How to recruit social media advocates for your business

Word Gets AroundThe bigger a business is the more admirers they’ll naturally have. Even the smallest business is going to have some genuine admirers, if only friends and family.

In social media this admiration translates into what are commonly called “advocates”, people who talk online about the business they admire. They might be customers, they might be employees, they might be unrelated folks who simply have an interest in the subject matter—they might just plain like what you do. For you the key is that they talk about you because they want to.

Advocates can help you in a number of ways, including spreading the word about what you are doing and giving you a source of feedback about your brand.

Advocates versus Influencers

Advocates shouldn’t be confused with “influencers”, people with larger-than-average social media followings who may or may not be advocates. But although influencers may also become advocates, a group of mere mortal advocates who stick with you is probably worth more to you in the long run than a celebrity influencer who pay attention to you briefly then moves on to other interests.

In a future post I’ll take a peak at ways to find the advocates you already have. This post is about recruiting advocates who haven’t discovered you yet. If you have a large following in social media already you should start by identifying and nurturing your existing advocates, but if you’re launching a new brand presence in social media then this post should help you prime the pump.

Tools for Identifying Potential Social Media Advocates

I’ve been keeping a a list of web applications that can be used to search for potential advocates. When using any of the following please remember that the process can be a bit elliptical–it’s not an exact science. And I haven’t finished comparing them to one another yet, so I can’t tell you which might be “best”, but I suspect they all have their moments. I recently had conversations with two different startups who want to start recruiting advocates, and both are coincidentally related to “personal finance”, thus I’ve provided searches featuring that phrase to illustrate how these tools work—but you can substitute your own terms:

Topsy: http://topsy.com/s/personal+finance?window=m
Twitter Grader: http://tweet.grader.com/go/search/results?Keyword=personal-finance
Twellow: http://www.twellow.com/search/?q=personal+finance
WeFollow: http://wefollow.com/twitter/personalfinance
Listorious: http://listorious.com/search/people?q=personal+finance&search=Search
TweetLevel: http://tweetlevel.edelman.com/TagCharts.aspx?topic=personal-finance
BlogLevel: http://bloglevel.edelman.com/TopicSearch.aspx?topic=personal-finance

How to engage with potential social media advocates

Once you identify potential advocates, ask them out on a date. Just kidding…but only a little. Show them some virtual “love” by following them and retweeting/sharing and LIking their posts when appropriate. If you can, offer original, meaningful comments to their posts in a respectful fashion, with the goal of adding value for their readers (not for yourself). This kind of virtual recognition is the currency by which you will earn a closer look from potential advocates. Also, if you have a freebie to offer them that’s relevant to them and actually valuable (someone offered me a free screen wipe recently…um, how can I say “not flattered” without sounding stuffy?), go for it.

Remember that Twitter users often list their blogs in their profiles, and vice versa. So if you find them in one medium you may have also found them in the other.

Using Klout and PeerIndex to find social media advocates

Klout and PeerIndex can also be used to find advocates, but don’t really offer search by keyword, just “browse by topic”, so you just have to blunder into your specific topic somehow (the “browse” capability is amazingly bad—somebody please correct me if there’s a good way to do this). Then on PeerIndex you have to keep refreshing the results (!) to get to the “top” influencers. For example:

http://klout.com/#/topic/personal-finance
http://www.peerindex.com/topic/personal-finance

See http://socialmediatoday.com/ginidietrich/296495/peer-index-vs-klout for a description of a method to find a specific topic on either of these sites despite the lack of search. In essence, if you can pull up a specific person on Klout or PeerIndex who is talking about a topic that interests you, you can click on the topic when it pops up in their profile to find otther people talking about that topic.

Klout and PeerIndex both have complex algorithms which are meant to better measure influence, but as far as I can tell that complexity delivers higher accuracy in much the same way as the math behind mortgage-backed derivatives facilitated better lending practices.

To be honest I have a number of reservations about Klout. Among them are: the fact that they claim more ability to rate influence than they actually deliver makes me suspicious; they bombard users with too much “spammy” messaging; they’ve gamified their system so that their results are skewed by who is “winning the Klout game” rather than by who is really generating influential social engagement; and you have to create an account to access it (not required by others I’ve listed except for PeerIndex). However, they are currently the biggest game in town, so I still have an account with them. Call me a hypocrite if you will!

Please let me know what you think about the relative merits of these services and any other you are aware of.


Description of the task:
The answer must consist of every line from the data that holds "annotation".
■ ■ ■
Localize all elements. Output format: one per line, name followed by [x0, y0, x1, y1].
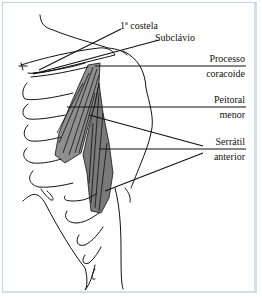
anatomy-figure: 1ª costela Subclávio Processo coracoide …	[2, 2, 257, 293]
rib-7	[65, 211, 99, 223]
clavicle	[21, 48, 115, 74]
costal-margin	[23, 194, 95, 290]
scapula-border	[115, 188, 123, 289]
label-pectoralis-1: Peitoral	[214, 94, 245, 106]
rib-9	[83, 247, 101, 264]
shoulder-contour	[123, 51, 152, 188]
rib-5	[30, 171, 73, 187]
rib-10	[92, 269, 95, 279]
label-coracoid-1: Processo	[209, 53, 245, 65]
leader-serratil-3	[105, 153, 203, 191]
neck-contour	[40, 15, 127, 55]
rib-2	[23, 104, 65, 119]
rib-8	[77, 227, 103, 245]
label-serratus-2: anterior	[214, 151, 245, 163]
label-pectoralis-2: menor	[219, 109, 245, 121]
label-first-rib: 1ª costela	[120, 20, 158, 32]
rib-1	[23, 83, 73, 100]
label-coracoid-2: coracoide	[206, 68, 245, 80]
label-subclavius: Subclávio	[155, 32, 195, 44]
rib-3	[24, 125, 61, 141]
label-serratus-1: Serrátil	[216, 136, 245, 148]
thorax-drawing	[3, 3, 262, 297]
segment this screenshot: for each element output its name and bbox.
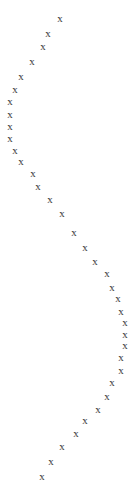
scatter-marker-x: x (118, 365, 124, 376)
scatter-marker-x: x (104, 268, 110, 279)
scatter-marker-x: x (115, 293, 121, 304)
scatter-marker-x: x (47, 194, 53, 205)
scatter-marker-x: x (109, 377, 115, 388)
scatter-plot-canvas: xxxxxxxxxxxxxxxxxxxxxxxxxxxxxxxxxxxx (0, 0, 135, 493)
scatter-marker-x: x (12, 145, 18, 156)
scatter-marker-x: x (82, 242, 88, 253)
scatter-marker-x: x (7, 121, 13, 132)
scatter-marker-x: x (71, 227, 77, 238)
scatter-marker-x: x (30, 168, 36, 179)
scatter-marker-x: x (7, 109, 13, 120)
scatter-marker-x: x (48, 456, 54, 467)
scatter-marker-x: x (29, 56, 35, 67)
scatter-marker-x: x (73, 428, 79, 439)
scatter-marker-x: x (40, 41, 46, 52)
scatter-marker-x: x (59, 208, 65, 219)
scatter-marker-x: x (92, 256, 98, 267)
scatter-marker-x: x (7, 96, 13, 107)
scatter-marker-x: x (57, 13, 63, 24)
scatter-marker-x: x (18, 71, 24, 82)
scatter-marker-x: x (12, 84, 18, 95)
scatter-marker-x: x (122, 317, 128, 328)
scatter-marker-x: x (95, 404, 101, 415)
scatter-marker-x: x (35, 181, 41, 192)
scatter-marker-x: x (18, 156, 24, 167)
scatter-marker-x: x (59, 441, 65, 452)
scatter-marker-x: x (7, 133, 13, 144)
scatter-marker-x: x (118, 352, 124, 363)
scatter-marker-x: x (122, 340, 128, 351)
scatter-marker-x: x (45, 28, 51, 39)
scatter-marker-x: x (39, 471, 45, 482)
scatter-marker-x: x (82, 415, 88, 426)
scatter-marker-x: x (104, 391, 110, 402)
scatter-marker-x: x (109, 282, 115, 293)
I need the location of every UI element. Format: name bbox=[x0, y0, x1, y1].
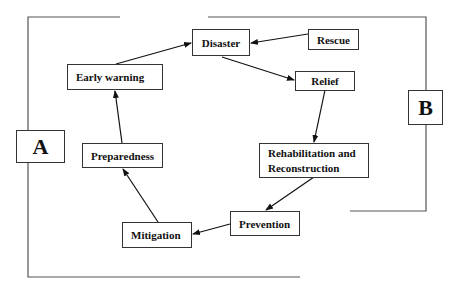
group-label-b-text: B bbox=[418, 95, 433, 121]
group-label-a: A bbox=[16, 130, 65, 163]
arrow-rescue-to-disaster bbox=[251, 34, 308, 43]
arrow-mitigation-to-preparedness bbox=[123, 169, 158, 222]
node-rehab-label-line1: Rehabilitation and bbox=[268, 146, 356, 161]
node-prevention: Prevention bbox=[230, 211, 300, 236]
node-mitigation: Mitigation bbox=[122, 222, 192, 248]
node-mitigation-label: Mitigation bbox=[131, 229, 181, 241]
node-preparedness-label: Preparedness bbox=[91, 150, 154, 162]
node-rehab-label-line2: Reconstruction bbox=[268, 161, 340, 176]
arrow-rehab-to-prevention bbox=[266, 177, 314, 210]
arrow-early-warning-to-disaster bbox=[116, 43, 191, 64]
node-early-warning-label: Early warning bbox=[76, 71, 144, 83]
arrow-disaster-to-relief bbox=[222, 57, 294, 80]
arrow-prevention-to-mitigation bbox=[193, 224, 230, 234]
node-relief: Relief bbox=[295, 71, 355, 91]
arrow-relief-to-rehab bbox=[314, 90, 325, 142]
group-label-a-text: A bbox=[33, 134, 49, 160]
disaster-cycle-diagram: Disaster Rescue Relief Rehabilitation an… bbox=[0, 0, 457, 289]
node-early-warning: Early warning bbox=[67, 64, 163, 90]
node-rescue: Rescue bbox=[308, 29, 359, 50]
node-disaster: Disaster bbox=[192, 29, 250, 56]
node-preparedness: Preparedness bbox=[82, 143, 163, 168]
arrow-preparedness-to-early-warning bbox=[115, 91, 122, 143]
node-prevention-label: Prevention bbox=[239, 218, 290, 230]
node-rehabilitation-reconstruction: Rehabilitation and Reconstruction bbox=[259, 143, 369, 178]
node-rescue-label: Rescue bbox=[317, 34, 350, 46]
group-label-b: B bbox=[408, 90, 443, 125]
node-relief-label: Relief bbox=[311, 75, 338, 87]
node-disaster-label: Disaster bbox=[202, 37, 241, 49]
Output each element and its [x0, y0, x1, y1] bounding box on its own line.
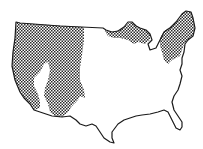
- region-northeast: [160, 11, 195, 64]
- us-map: [0, 0, 203, 149]
- region-great-lakes: [104, 22, 150, 44]
- region-west: [12, 22, 85, 117]
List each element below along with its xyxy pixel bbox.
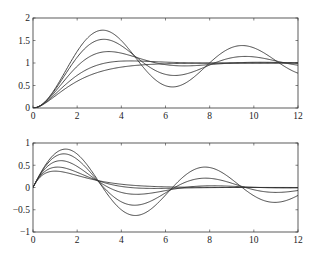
- series-line-zeta-0-4: [33, 161, 298, 195]
- y-tick-label: −0.5: [13, 205, 30, 215]
- y-tick-label: 2: [25, 13, 30, 23]
- figure: 02468101200.511.52 024681012−1−0.500.51: [0, 0, 312, 257]
- series-line-zeta-0-1: [33, 30, 298, 108]
- y-tick-label: 1.5: [18, 36, 30, 46]
- x-tick-label: 0: [31, 111, 36, 121]
- step-response-plot: 02468101200.511.52: [18, 13, 303, 121]
- y-tick-label: 0: [25, 183, 30, 193]
- x-tick-label: 12: [293, 111, 303, 121]
- impulse-response-plot: 024681012−1−0.500.51: [13, 138, 303, 245]
- y-tick-label: 0: [25, 103, 30, 113]
- y-tick-label: −1: [20, 227, 30, 237]
- series-line-zeta-0-1: [33, 149, 298, 215]
- x-tick-label: 10: [249, 111, 259, 121]
- x-tick-label: 12: [293, 235, 303, 245]
- y-tick-label: 0.5: [18, 161, 30, 171]
- series-line-zeta-0-7: [33, 167, 298, 188]
- x-tick-label: 4: [119, 111, 124, 121]
- x-tick-label: 8: [207, 111, 212, 121]
- y-tick-label: 1: [25, 58, 30, 68]
- series-line-zeta-0-2: [33, 154, 298, 205]
- x-tick-label: 2: [75, 111, 80, 121]
- series-line-zeta-0-4: [33, 52, 298, 108]
- x-tick-label: 2: [75, 235, 80, 245]
- x-tick-label: 0: [31, 235, 36, 245]
- y-tick-label: 0.5: [18, 81, 30, 91]
- x-tick-label: 4: [119, 235, 124, 245]
- series-line-zeta-1-0: [33, 171, 298, 187]
- x-tick-label: 6: [163, 111, 168, 121]
- x-tick-label: 6: [163, 235, 168, 245]
- x-tick-label: 8: [207, 235, 212, 245]
- curves: [33, 30, 298, 108]
- y-tick-label: 1: [25, 138, 30, 148]
- x-tick-label: 10: [249, 235, 259, 245]
- curves: [33, 149, 298, 215]
- series-line-zeta-0-7: [33, 61, 298, 108]
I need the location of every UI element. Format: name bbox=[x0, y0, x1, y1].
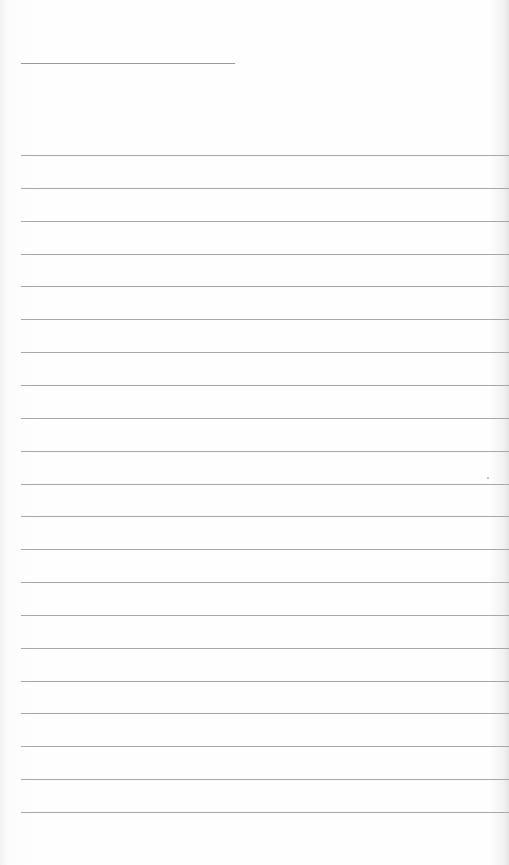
ruled-line bbox=[21, 286, 509, 287]
ruled-line bbox=[21, 812, 509, 813]
ruled-line bbox=[21, 549, 509, 550]
ruled-line bbox=[21, 713, 509, 714]
ruled-line bbox=[21, 648, 509, 649]
ruled-line bbox=[21, 254, 509, 255]
ruled-line bbox=[21, 451, 509, 452]
paper-speck bbox=[487, 477, 489, 479]
ruled-line bbox=[21, 681, 509, 682]
lined-paper bbox=[0, 0, 509, 865]
ruled-line bbox=[21, 779, 509, 780]
ruled-line bbox=[21, 418, 509, 419]
ruled-line bbox=[21, 746, 509, 747]
ruled-line bbox=[21, 615, 509, 616]
title-line bbox=[21, 63, 235, 64]
ruled-line bbox=[21, 582, 509, 583]
ruled-line bbox=[21, 385, 509, 386]
ruled-line bbox=[21, 352, 509, 353]
ruled-line bbox=[21, 484, 509, 485]
ruled-line bbox=[21, 188, 509, 189]
ruled-line bbox=[21, 319, 509, 320]
ruled-line bbox=[21, 221, 509, 222]
ruled-line bbox=[21, 155, 509, 156]
ruled-line bbox=[21, 516, 509, 517]
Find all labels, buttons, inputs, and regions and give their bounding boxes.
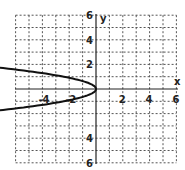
svg-text:4: 4 (86, 35, 93, 46)
svg-text:4: 4 (146, 94, 153, 105)
svg-text:4: 4 (86, 133, 93, 144)
svg-text:2: 2 (119, 94, 126, 105)
svg-text:6: 6 (86, 158, 93, 169)
svg-text:2: 2 (86, 59, 93, 70)
svg-text:6: 6 (86, 10, 93, 21)
svg-text:6: 6 (172, 94, 179, 105)
x-axis-label: x (174, 76, 181, 87)
graph: x y -4-224664246 (0, 0, 185, 170)
y-axis-label: y (100, 13, 107, 24)
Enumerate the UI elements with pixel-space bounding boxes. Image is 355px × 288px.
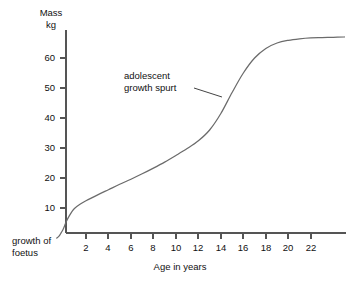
annotation-line2: growth spurt [124, 82, 176, 93]
x-tick-label-18: 18 [258, 242, 274, 253]
growth-of-foetus-label: growth offoetus [12, 235, 74, 258]
x-tick-label-16: 16 [235, 242, 251, 253]
foetus-line1: growth of [12, 235, 51, 246]
y-axis-title: Masskg [28, 7, 74, 30]
x-tick-label-22: 22 [303, 242, 319, 253]
y-tick-label-40: 40 [33, 112, 55, 123]
annotation-line1: adolescent [124, 70, 170, 81]
x-tick-label-8: 8 [145, 242, 161, 253]
y-tick-label-10: 10 [33, 202, 55, 213]
y-tick-label-30: 30 [33, 142, 55, 153]
x-tick-label-10: 10 [168, 242, 184, 253]
y-tick-label-20: 20 [33, 172, 55, 183]
annotation-adolescent-growth-spurt: adolescentgrowth spurt [124, 70, 210, 93]
x-axis-title: Age in years [120, 261, 240, 272]
growth-curve-line [57, 37, 345, 238]
x-tick-label-20: 20 [280, 242, 296, 253]
x-tick-label-6: 6 [123, 242, 139, 253]
y-axis-title-line2: kg [46, 19, 56, 30]
x-tick-label-2: 2 [78, 242, 94, 253]
x-axis-ticks [86, 233, 311, 239]
chart-figure: Masskg 60 50 40 30 20 10 2 4 6 8 10 12 1… [0, 0, 355, 288]
y-axis-ticks [60, 58, 66, 208]
y-tick-label-50: 50 [33, 82, 55, 93]
x-tick-label-14: 14 [213, 242, 229, 253]
x-tick-label-4: 4 [100, 242, 116, 253]
y-tick-label-60: 60 [33, 52, 55, 63]
y-axis-title-line1: Mass [40, 7, 63, 18]
foetus-line2: foetus [12, 247, 38, 258]
x-tick-label-12: 12 [190, 242, 206, 253]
■ ■ ■
Answer:
annotation-line2: growth spurt [124, 82, 176, 93]
annotation-line1: adolescent [124, 70, 170, 81]
annotation-adolescent-growth-spurt: adolescentgrowth spurt [124, 70, 210, 93]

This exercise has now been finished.